Obama also shared a throwback picture he took with her during his first trip to Kenya, while trying to unravel his African root.

It would be recalled that young Obama made his maiden trip to Kenya in 1988, six years after his father had died in a car crash.

The former US president said following his first trip to Africa, it was the stories of his late granny that helped to shape his African perspectives, supplying the missing link in his identity as an African-American.

Although many Kenyans fondly referred to the Obama matriarch as “Mama Sarah,” the former president said the family simply called her “Dani,” which means grandma in the local Luo language.

“She would spend the rest of her life in the tiny village of Alego, in a small home built of mud-and thatch brick and without electricity or indoor plumbing, he wrote.

“There she raised eight children, tended to her goats and chickens, grew an assortment of crops, and took what the family didn’t use to sell at the local open-air market.

“Although not his birth mother, Granny would raise my father as her own, and it was in part thanks to her love and encouragement that he was able to defy the odds and do well enough in school to get a scholarship to attend an American university.

“When our family had difficulties, her homestead was a refuge for her children and grandchildren, and her presence was a constant, stabilising force.”

Also, in a condolence message, Kenyan President Uhuru Kenyatta said: “The passing away of Mama Sarah is a big blow to our nation. We’ve lost a strong, virtuous woman. A matriarch who held together the Obama family and was an icon of family values.”

“She was a loving and celebrated philanthropist who graciously shared the little she had with the less fortunate in her community,” he added.

In his memoir, “Dreams from My Father,” President Obama had described meeting his paternal grandmother during his 1988 trip to his father’s homeland.

Sarah Obama, who was the second wife of Obama’s grandfather, was revered for her tireless work on behalf of orphans and often took orphans into her home in rural western Kenya.

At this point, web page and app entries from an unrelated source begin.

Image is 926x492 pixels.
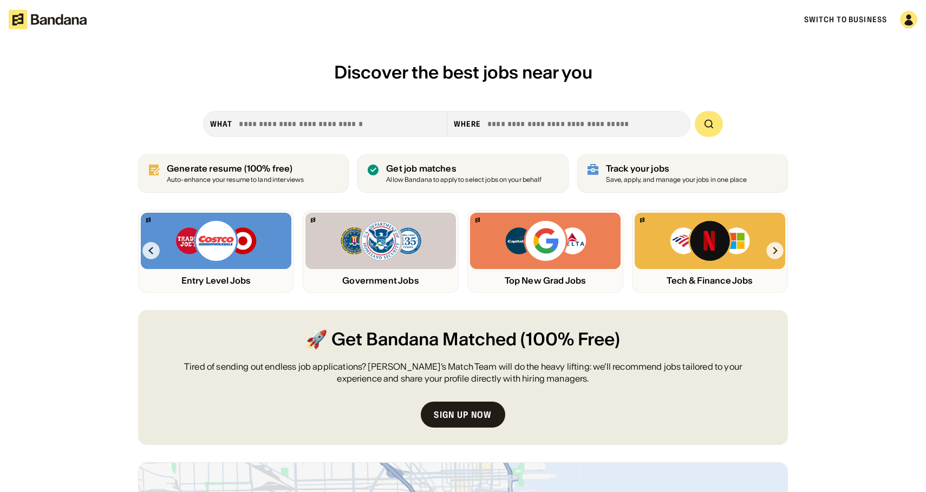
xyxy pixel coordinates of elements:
img: Left Arrow [142,242,160,259]
a: Track your jobs Save, apply, and manage your jobs in one place [577,154,788,193]
div: Tech & Finance Jobs [635,276,785,286]
div: Track your jobs [606,164,747,174]
a: Bandana logoCapital One, Google, Delta logosTop New Grad Jobs [467,210,623,293]
div: what [210,119,232,129]
div: Get job matches [386,164,542,174]
div: Generate resume [167,164,304,174]
div: Sign up now [434,411,492,419]
img: Bandana logo [146,218,151,223]
span: (100% free) [244,163,293,174]
img: Right Arrow [766,242,784,259]
img: Bandana logo [311,218,315,223]
a: Get job matches Allow Bandana to apply to select jobs on your behalf [357,154,568,193]
img: Bandana logo [476,218,480,223]
div: Entry Level Jobs [141,276,291,286]
img: Trader Joe’s, Costco, Target logos [175,219,257,263]
span: 🚀 Get Bandana Matched [306,328,517,352]
img: Bandana logo [640,218,645,223]
a: Sign up now [421,402,505,428]
span: (100% Free) [521,328,620,352]
img: FBI, DHS, MWRD logos [340,219,422,263]
img: Bank of America, Netflix, Microsoft logos [669,219,751,263]
div: Allow Bandana to apply to select jobs on your behalf [386,177,542,184]
span: Discover the best jobs near you [334,61,593,83]
div: Save, apply, and manage your jobs in one place [606,177,747,184]
img: Capital One, Google, Delta logos [504,219,587,263]
a: Generate resume (100% free)Auto-enhance your resume to land interviews [138,154,349,193]
a: Bandana logoTrader Joe’s, Costco, Target logosEntry Level Jobs [138,210,294,293]
a: Bandana logoFBI, DHS, MWRD logosGovernment Jobs [303,210,459,293]
div: Auto-enhance your resume to land interviews [167,177,304,184]
div: Tired of sending out endless job applications? [PERSON_NAME]’s Match Team will do the heavy lifti... [164,361,762,385]
div: Government Jobs [305,276,456,286]
div: Where [454,119,482,129]
a: Bandana logoBank of America, Netflix, Microsoft logosTech & Finance Jobs [632,210,788,293]
img: Bandana logotype [9,10,87,29]
a: Switch to Business [804,15,887,24]
div: Top New Grad Jobs [470,276,621,286]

Plans are underway in Kenya for a funeral service in her honour, Tuesday.

'dotun Akintomide
'dotun Akintomide
'Dotun Akintomide's journalism works intersect business, environment, politics and developmental issues. Among a number of local and international publications, his work has appeared in the New York Times. He's a winner of the National Youth Service Corps (NYSC) Award. Currently, the Online Editor at The New Diplomat, Akintomide has produced reports that uniquely spoke to Nigeria's experience on Climate Change issues. When Akintomide is not writing, volunteering or working on a media project, you can find him seeing beautiful sites like the sandy beaches that bedecked the Lagos coastline.